The browse is a major visual object with many capabilities. Because of its special use as a display device for an entire query, detailed discussion of the browse is postponed until later, after you learn more about using queries.
Various terms describe all these objects in general. ABL syntax often uses the term widget. In other places you see the word control. But there is such variety to the display devices ABL supports that this book refers to them all as objects. Sometimes this book refers to them as basic objects or simple objects, to differentiate them from SmartObjects™. SmartObjects are procedure-based and have a great deal of additional standard behavior built into them via the ABL procedures that support them. The basic objects ABL supports run the gamut from very simple objects (such as rectangles, which are purely decorative) to complex data controls (such as the browse).

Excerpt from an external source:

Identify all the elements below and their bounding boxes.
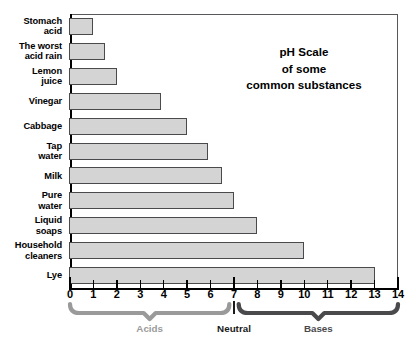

For all their variety, all basic objects have the following in common:
- You can define them in an ABL procedure using forms of the
DEFINEstatement. These are called static objects, and it is these that you focus on in this section. - You can also create them during program execution using the
CREATEstatement. These are called dynamic objects, and you learn much more about them in later sections. - They can have a handle that acts as a pointer to a control structure that describes the object. Since handles are used mostly with dynamic objects, you learn more about handles in the sections on creating and using dynamic objects.
- They respond to various events that can come from user actions or can be applied to the object programmatically.
- They support blocks of ABL code called triggers that the ABL Virtual Machine (AVM) executes when an associated event occurs.
- They have various methods defined for them, which are procedural actions you can invoke in your programs to perform tasks related to the object.
In the next sections you learn about object definitions, attributes, and methods.